Sections
1. Introduction
2. Related work
3. Demonstration dataset and preprocessing
4. Multidimensional scaling
5. Adaptive visualization using
stratification
6. Data stratification options and results
7. Scatterplot similarity matching
8. Incremental visualization using fusion
9. Combined visualization technique
10. Discussion and future work
11. Conclusions
12. Acknowledgments
13. Exercises and problems
14. References
Abstract
We introduce two dynamic visualization techniques using multi-dimensional scaling to analyze transient data streams such as newswires and remote sensing imagery. While the time-sensitive nature of these data streams requires immediate attention in many applications, the unpredictable and unbounded characteristics of this information can potentially overwhelm many scaling algorithms that require a full recomputation for every update. We present an adaptive visualization technique based on data stratification to ingest stream information adaptively when influx rate exceeds processing rate. We also describe an incremental visualization technique based on data fusion to project new information directly onto a visualization subspace spanned by the singular vectors of the previously processed neighboring data. The ultimate goal is to leverage the value of legacy and new information and minimize reprocessing of the entire dataset in full resolution. We demonstrate these dynamic visualization results using a newswire corpus, a remote sensing imagery sequence, and a hydroclimate dataset.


Print exactly the lines from the one that contains "Image is 840x627 pixels." through the last line of the material, both included, and leave out all pictures.

*** DATA RECORDS ***

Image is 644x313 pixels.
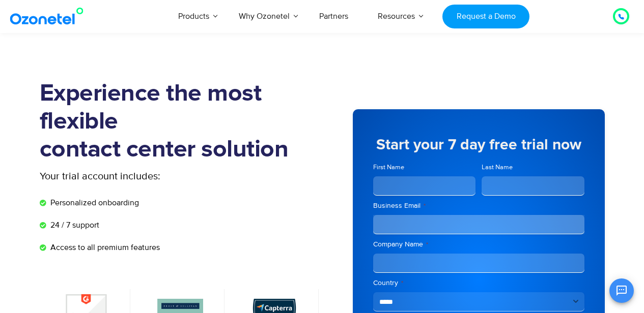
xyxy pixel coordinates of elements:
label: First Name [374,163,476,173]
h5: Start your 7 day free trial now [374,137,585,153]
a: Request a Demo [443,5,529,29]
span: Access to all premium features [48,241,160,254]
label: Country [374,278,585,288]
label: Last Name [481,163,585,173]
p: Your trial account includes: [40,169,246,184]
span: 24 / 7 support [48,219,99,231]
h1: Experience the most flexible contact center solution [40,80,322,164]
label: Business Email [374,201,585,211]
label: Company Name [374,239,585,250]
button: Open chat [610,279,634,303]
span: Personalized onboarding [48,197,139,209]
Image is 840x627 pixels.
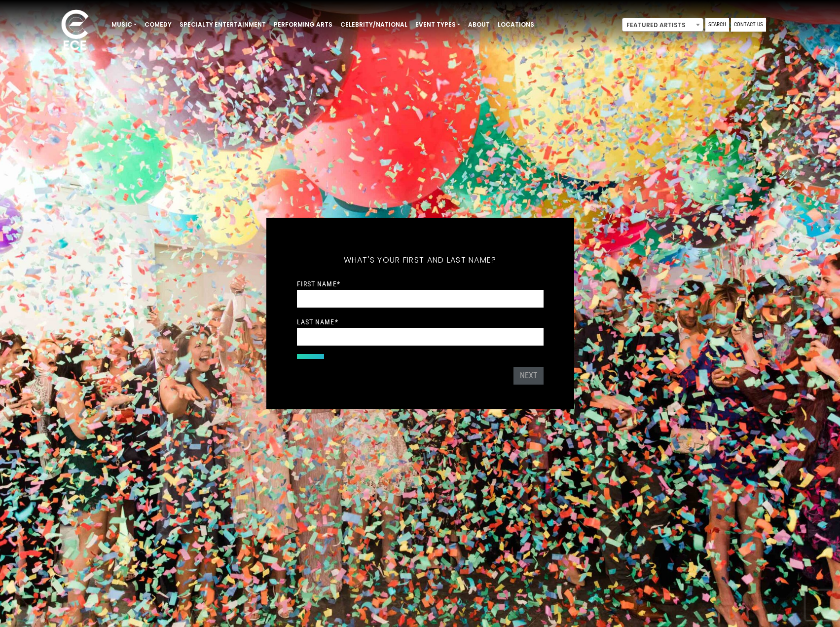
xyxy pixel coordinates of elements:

*** End of DATA RECORDS ***

▸ **TASK RESPONSE**
Image is 840x627 pixels.
xyxy pixel coordinates of elements:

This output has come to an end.